The interview includes Norris Boyd, an engineering manager at Google and creator and maintainer of Mozilla's Rhino JavaScript implementation; Richard Dice, president of the Perl Foundation; Jeff Hobbs, director of languages and Tcl tech lead at ActiveState Software and a member of the Tcl core team; Steve Holden, chairman of the Python Software Foundation; John Lam, lead of the IronRuby team at Microsoft; and Rohan Pall, representing PHP.

In the the interview, John Lam points out that the debate about languages is moving beyond the question of using statically typed versus dynamic languages, in part because dynamic languages integrate well with static languages, and also because dynamic language implementations have blurred the lines between these two language philosophies to some extent:

Future programs will be written using a mix of static and dynamic typed languages.
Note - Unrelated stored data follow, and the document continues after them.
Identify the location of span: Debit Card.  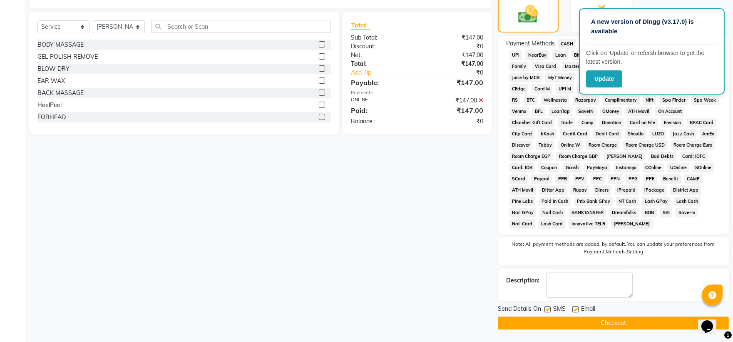
(608, 134).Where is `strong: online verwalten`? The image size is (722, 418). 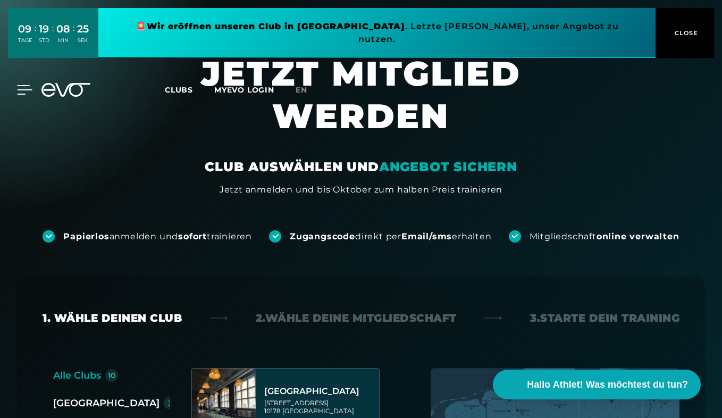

Use each language where it is best suited: dynamic languages to define DSLs, and static languages where you want to leverage the power of a strong type system for things like static verification of programs or increased performance...

There is a "polyglot programmer" meme going around which roughly says that future systems will be built on a statically typed library foundation (e.g. BCL in .Net) with a dynamically typed language used in a dual role to both script those static types as well as define a domain-specific language (DSL) which will be used to implement the high level app logic...

Compilation is orthogonal to static/dynamic. IronRuby is a compiled language (and an interpreted one too— we offer both options), yet it is clearly a dynamic language. So it's better to say that there are changes in attitude between static versus dynamic languages...

Rohan Pall adds that,

For a large number of applications, when deciding what technology to use, it is no longer the case that the debate centers around dynamic languages versus compiled languages. Scripting is now considered real programming, and indeed most people don't even use the word "scripting" when describing what they do, but instead call it "programming." These days, it boils down to which dynamic programming language to use, not if you should use one...

In the interview, Lam also points out that dynamic languages can also be used increasingly on both ends of client-server systems and Web applications, and that may make it possible to construct Web applications with the same dynamic language used on both client and server:

JavaScript's popularity is directly tied to the fact that it's deployed on virtually all browsers today... I coined the term ARAX to try and drive some thinking around using Ruby in the browser as an alternative language to JavaScript. That generated some interest in the Rails community since they would be interested in running some of their Ruby code in the browser.

Do you think there have been changes in enterprises' attitude toward dynamic languages that the interview didn't bring up?